When the bell rings for class I ignore it. Ms Romano won’t dob me in. She hates this place as much as me, her days spent with kids who think art is a chance to slack. She’s good at keeping secrets. She hasn’t told
Mum I’ve ditched History and Classics so I can juggle work with all the rest. Last year’s marks should be enough to see me into art school, so long as I can earn a decent scholarship to cover fees. Each week I stash away a little of my rest-home pay before handing the rest to Mum.
I load my palette with the precious stash of oils Ms R, despite the crappy art department budget, provides for me. Bistre and bitumen (two of Vincent’s favourites in his darker moods), ochre, terra sienna, chromium green-black and hartshorn white. Beethoven’s Emperor Concerto storms across the airwaves now, all drama and tight tempos as I choose my brush. I flick the paint onto the canvas, forming tiny ripples, weaving and melding, stretching the paint with turps. Up close now, I hatch the junctions between each slab of colour to round out the shapes. Van’s tortured face emerges from the canvas like Millais’ drowned Ophelia, so real and fully formed it feels as if my hand’s possessed.
The ringing of the next bell takes me by surprise. How can that be forty minutes? The painting still needs much more work but I’m glad of the break — the effort to summon up Van’s image from a blank canvas has left me drained. I’m just cleaning my brushes when Ms Romano pops her head around the door. She does a double take: first at the wet painting and then at me.

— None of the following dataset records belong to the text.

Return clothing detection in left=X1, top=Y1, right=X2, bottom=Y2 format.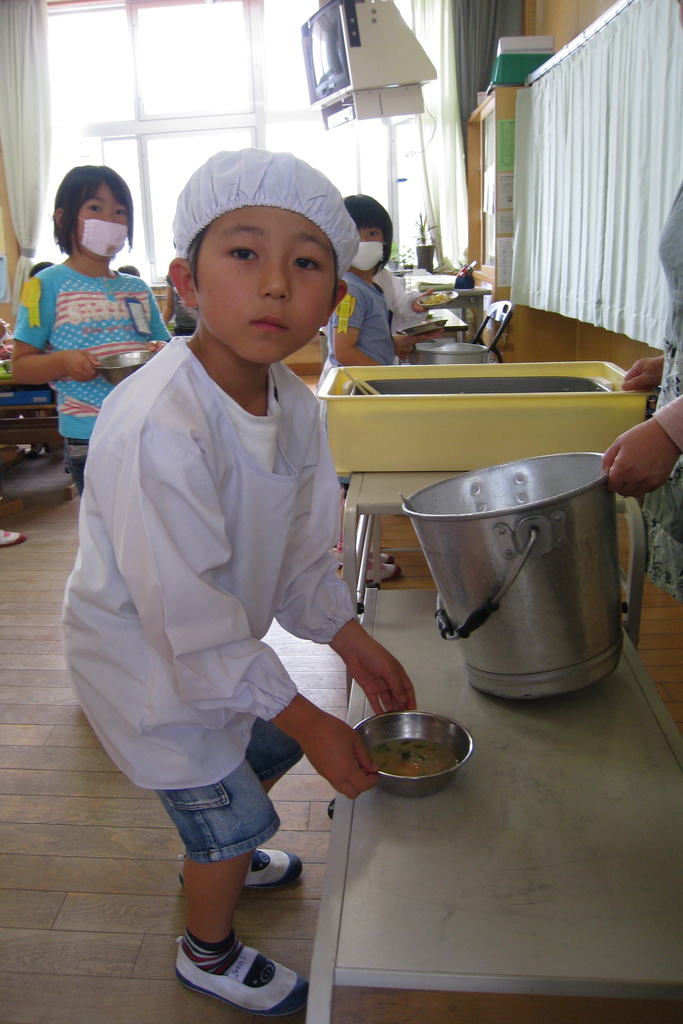
left=320, top=267, right=399, bottom=362.
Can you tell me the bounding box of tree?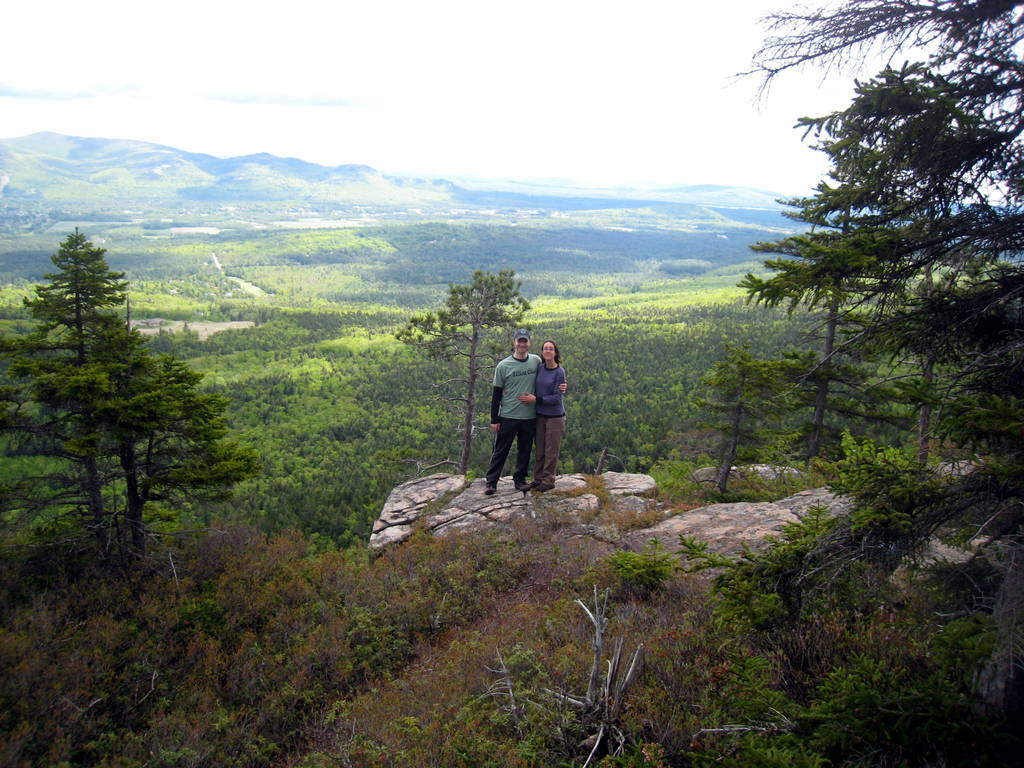
detection(15, 193, 246, 618).
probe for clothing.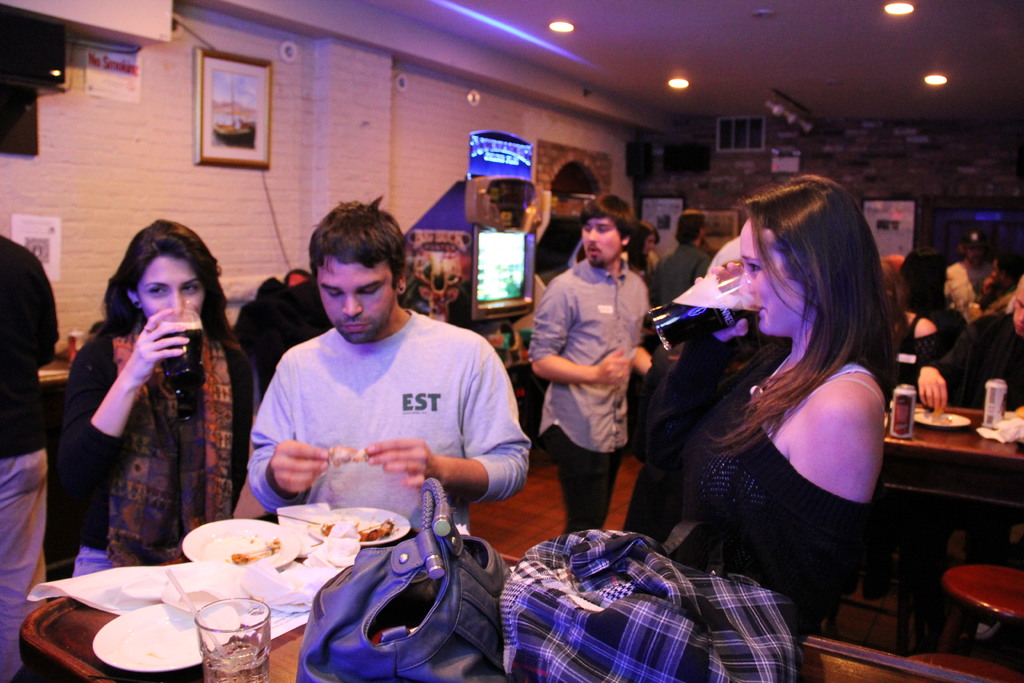
Probe result: BBox(941, 311, 1023, 415).
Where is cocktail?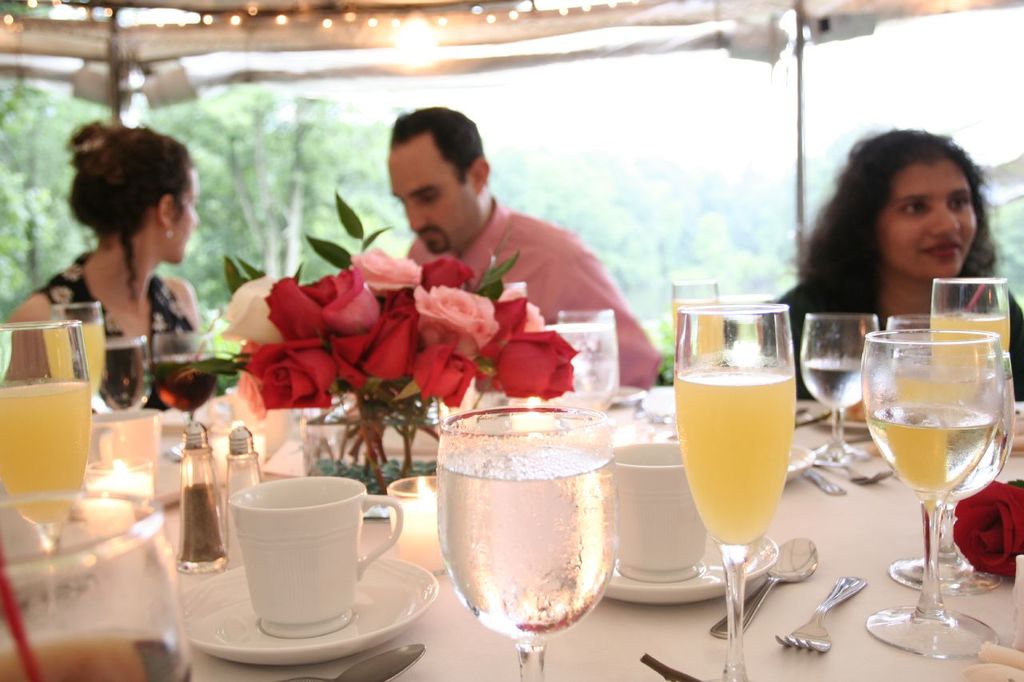
left=434, top=409, right=615, bottom=680.
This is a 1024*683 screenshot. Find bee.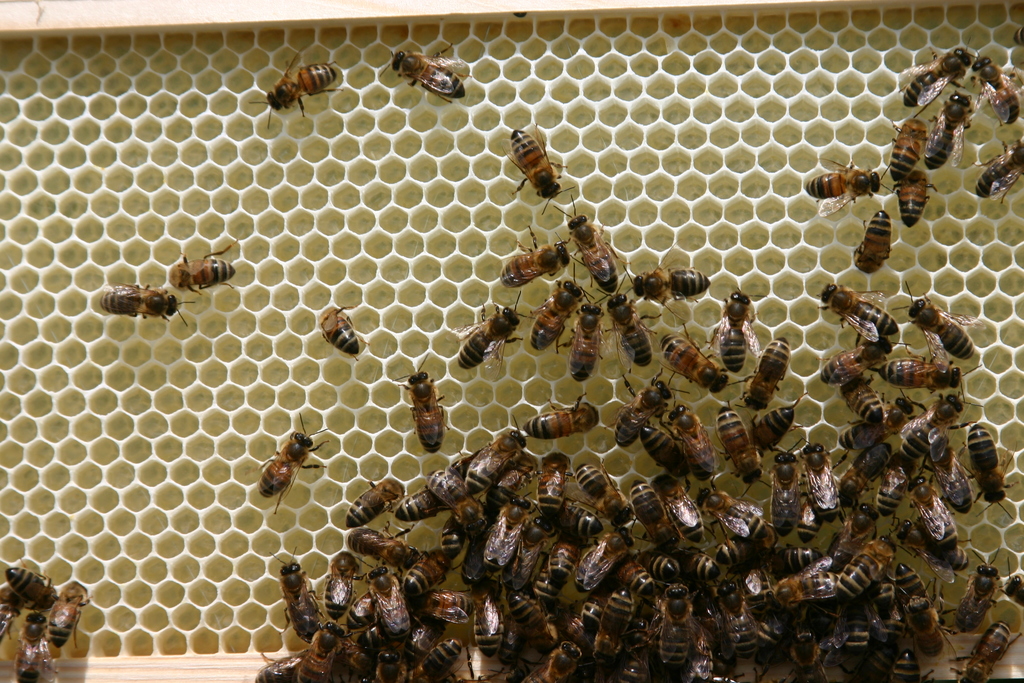
Bounding box: x1=616, y1=261, x2=717, y2=299.
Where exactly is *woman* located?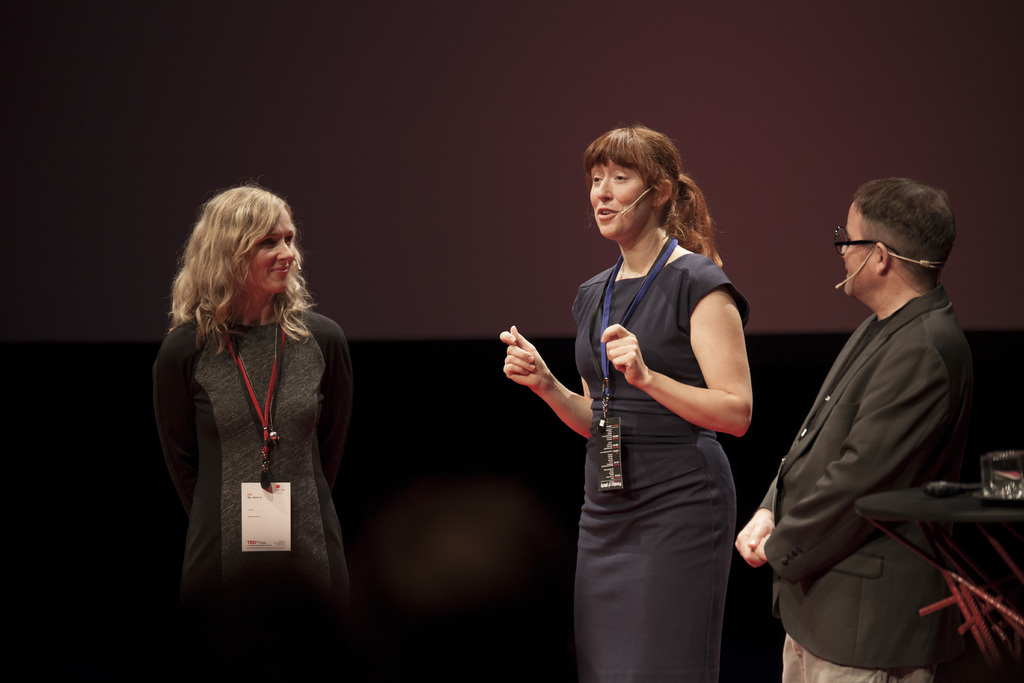
Its bounding box is 516,158,762,682.
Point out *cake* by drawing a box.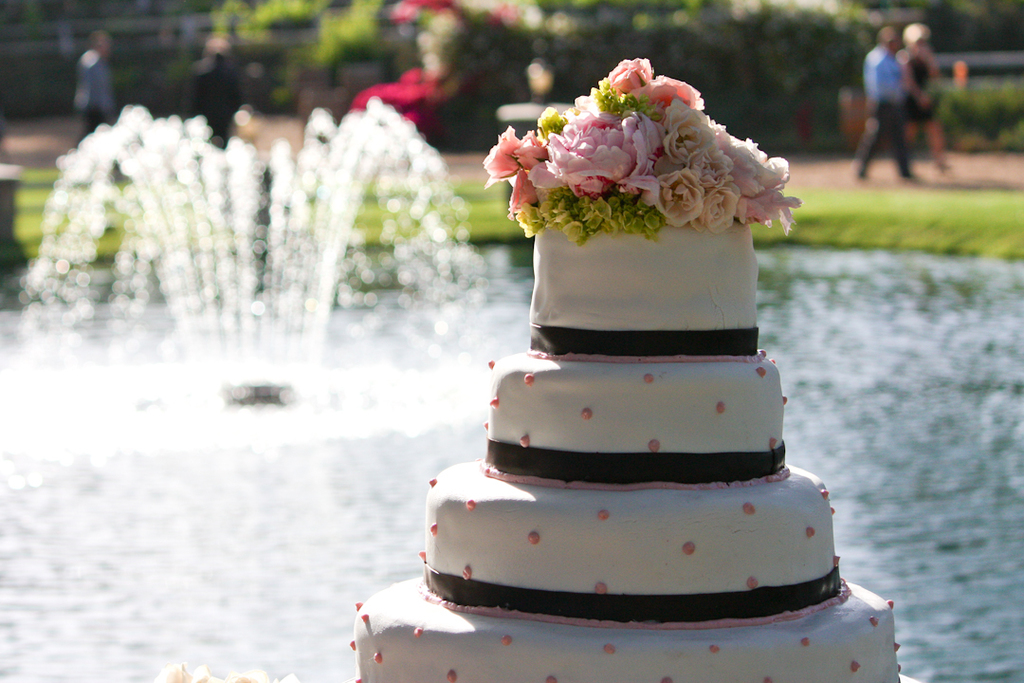
{"x1": 350, "y1": 226, "x2": 895, "y2": 682}.
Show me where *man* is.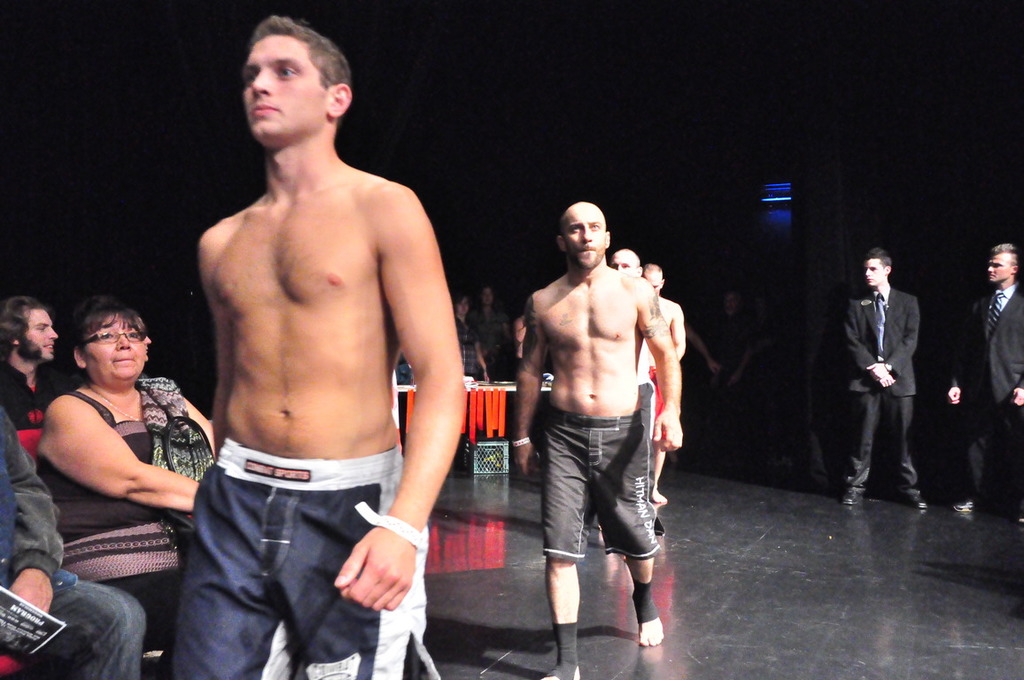
*man* is at Rect(844, 249, 933, 514).
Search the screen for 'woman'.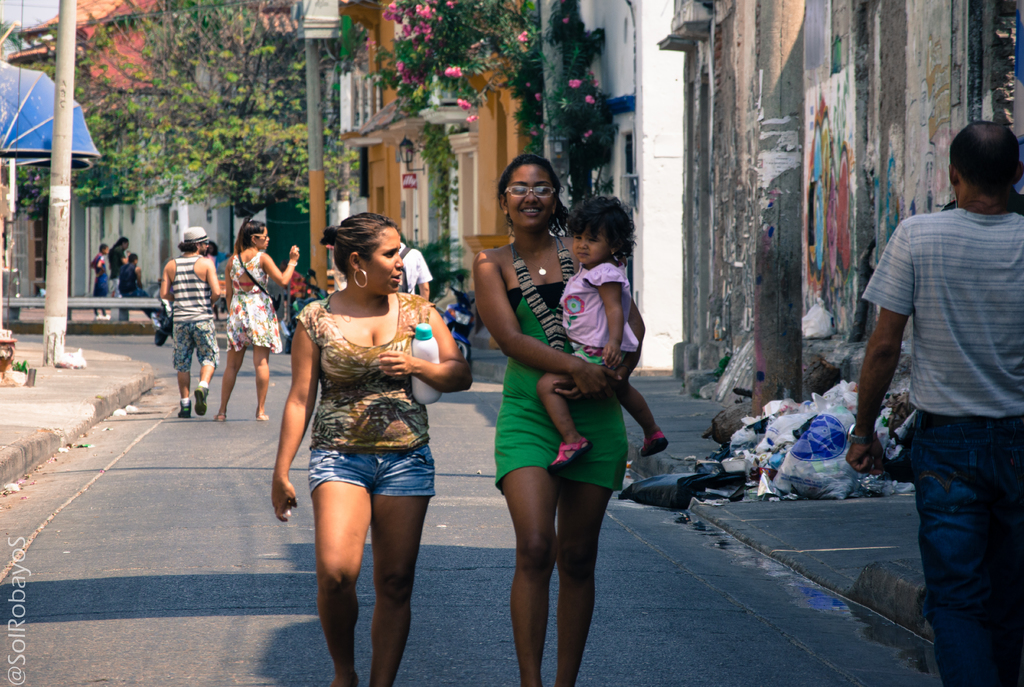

‘Jesus, Tara, what happened to your face?’
My hand travels instinctively to my cheek. Oh shit. I shrug and drop my arm as casually as I can. ‘I slipped while I was helping Dad.’
‘Really?’ She edges through the door and closes it behind her. Clicks off the radio and studies the canvas
again before turning back to me. ‘You know if you need to talk to someone you can always come to me.’
I nod, swallowing hard. Why is it so much harder to hold back tears when someone’s being nice? ‘Yeah. Thanks.’ I scoop up my school bag, sling the strap over my shoulder and make to leave.
‘That’s an extraordinary painting,’ Ms R says. ‘I take it it’s the first of your Van Goghs?’
I glance back at the canvas, only now realising how spookily like Vincent’s
Self-Portrait
with Felt
Hat
it is. Near on identical brooding colours. Same suspicious stare. Even the stippled brushstrokes look the same.
‘Maybe. I hadn’t consciously thought of it.’
‘You’ve got a really good likeness.’
‘Pardon?’
She studies me as if I’m taking the piss. I’ve seen that look on teachers’ faces a thousand times, but never before directed at me. ‘Come on, she has your hair, your eyes, your lips. She even has the same elegant neck.’
I stare at her in horror, my mind flashing rope-burnt skin, and clap my hand over my mouth as I bolt out the door.
‘Tara, wait!’
She gives chase but is stymied by a horde of Year Nines milling in the corridor. I dash into the toilets and throw up, aware the other girls in here will probably think I’m up the duff. After I’ve splashed water on my face, I head for my next class. But as I approach the classroom door, I balk. I can’t face pretending nothing’s wrong. I veer away, walk out of the building, across the courtyard and out through the gates.